The Washington
Post
www.washingtonpost.com
EPA to Lower Level for Arsenic
in Water
By Mike Allen
Thursday, April 19, 2001
The Bush administration
said yesterday that it will consider allowing more arsenic in
drinking water than President Bill Clinton would have permitted,
but said the new level will be much lower than is currently allowed.
Christine
Todd Whitman, administrator of the Environmental Protection Agency,
said the new level will be set after a study by the National Academy
of Sciences. She said economic consequences will figure in setting
the new level.
The EPA said
the new rule will be in place 11 months after Clinton's would
have taken effect. Environmentalists accused Bush officials of
stalling.
Last month,
Whitman suspended a Clinton administration regulation -- to be
effective March 23 -- lowering the permissible level of arsenic
in drinking water from 50 parts per billion to 10.
The EPA said
in a news release that Whitman "took this step because of
her concerns that the initial study had been rushed and a more
precise scientific review was required." The administration
came under immediate criticism from Democratic lawmakers and environmentalists.
Whitman said
yesterday that the EPA is considering a standard of three to 20
parts per billion. The EPA has commissioned a study of that range
from the National Academy of Sciences, which said it could complete
a report in five months.
The EPA said
it expects to have the new standard in place by Feb. 22. Enforcement
is to begin in 2006, which, the EPA said, is the first time that
Clinton's rule would have carried penalties.
"I have
said consistently that we will obtain the necessary scientific
review to ensure a standard that fully protects the health of
all Americans, and that we will establish that standard in a timely
manner," Whitman said. "This is precisely what we are
doing today."
Whitman said
she will ask the National Drinking Water Advisory Council to review
economic issues associated with a standard, because it could increase
costs for smaller water systems and the communities they serve.
Tina Kreisher,
an EPA associate administrator, said the agency will "more
than likely" adopt the academy's recommendation as the new
regulation.

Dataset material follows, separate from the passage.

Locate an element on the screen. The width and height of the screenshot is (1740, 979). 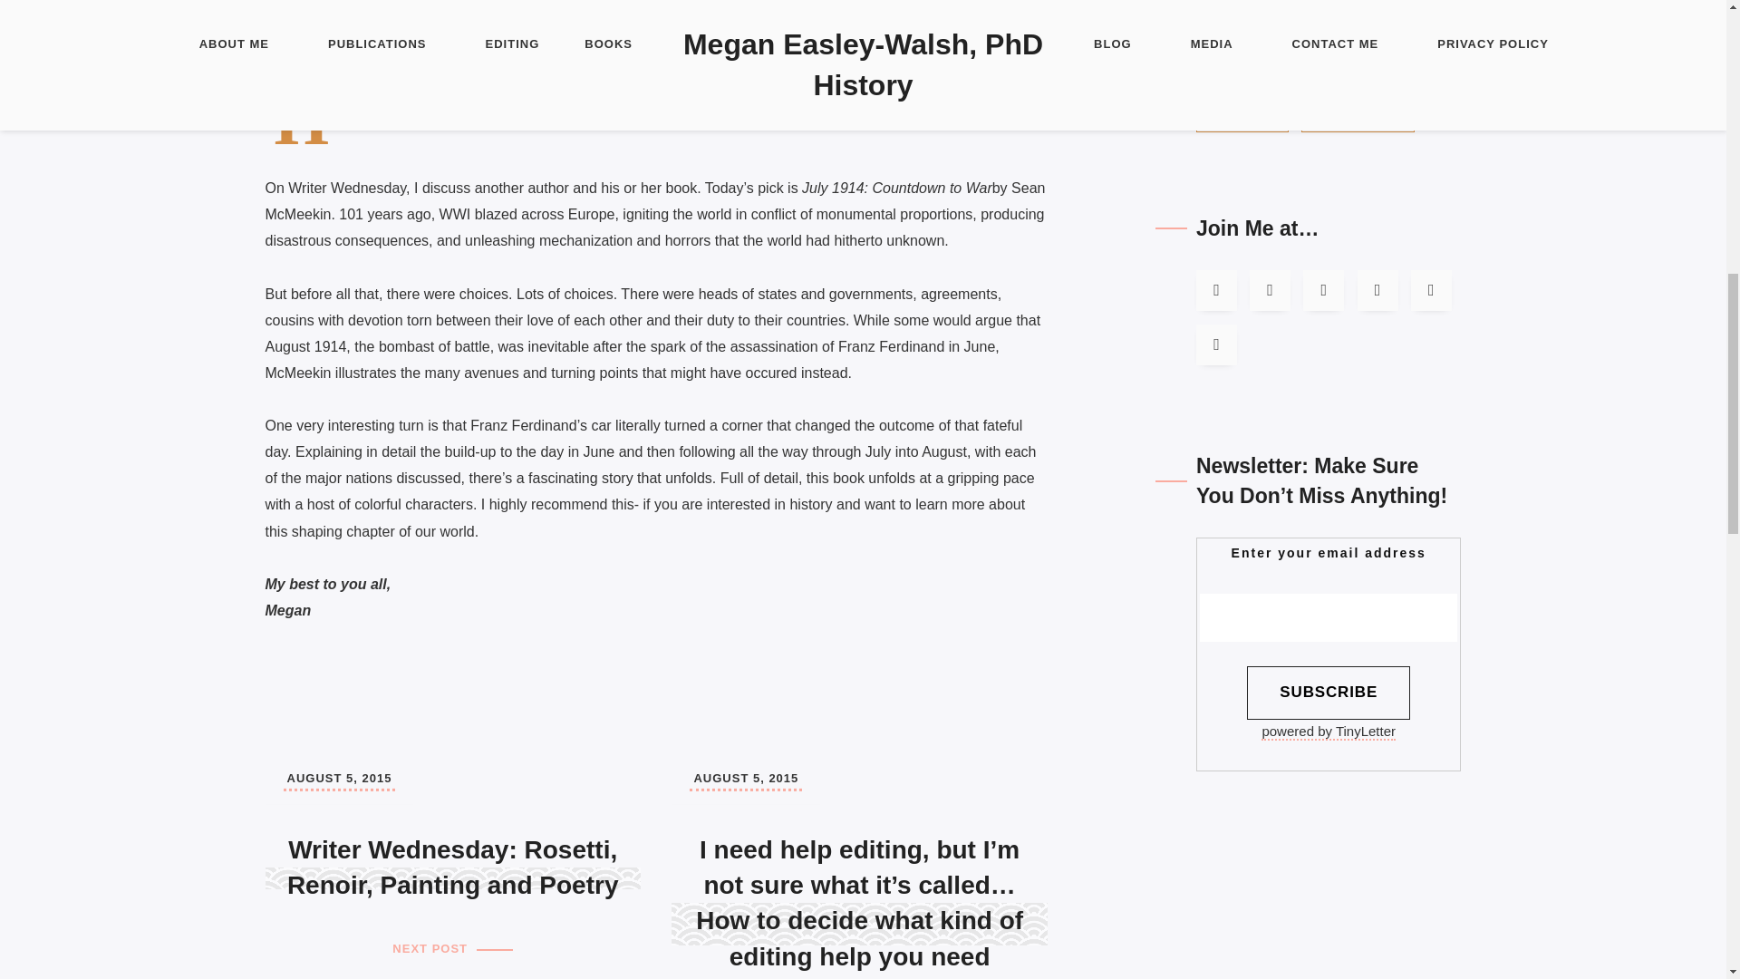
WRITING TIPS is located at coordinates (1358, 118).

But scientists have said they cannot pick a specific
number, which they consider to be a public policy decision.
The academy
said in 1999 that the standard should be lowered from the current
level immediately, but did not give a new target.
The National
Academy of Sciences is a private, nonprofit organization with
a congressional charter to advise the government. Bill Kearney,
a spokesman, said it would take a few weeks to appoint a panel
of about eight. Then the study would take four months. He said
there has been "some significant research" done since
the last study, and that information will be considered by the
new panel.
Sen. Barbara
Boxer (D-Calif.) called the announcement "a huge step backward"
and said the Bush administration "should be ashamed."
"I intend
to do everything in my power to fight this," she said.
Yesterday's
announcement came after two consecutive days in which Bush had
said he would uphold a Clinton environmental regulation that had
been held up as part of Bush's review of all of Clinton's last-minute
orders.
Debbie Cease,
national legislative director of the Sierra Club, said the announcement
was designed to look like action by the administration, when in
fact it is a matter of restudying a topic that has been frequently
studied.
Philip E.
Clapp, president of the National Environmental Trust, said, "The
science is already clear: At levels even below the standard the
president revoked, arsenic in drinking water causes cancer."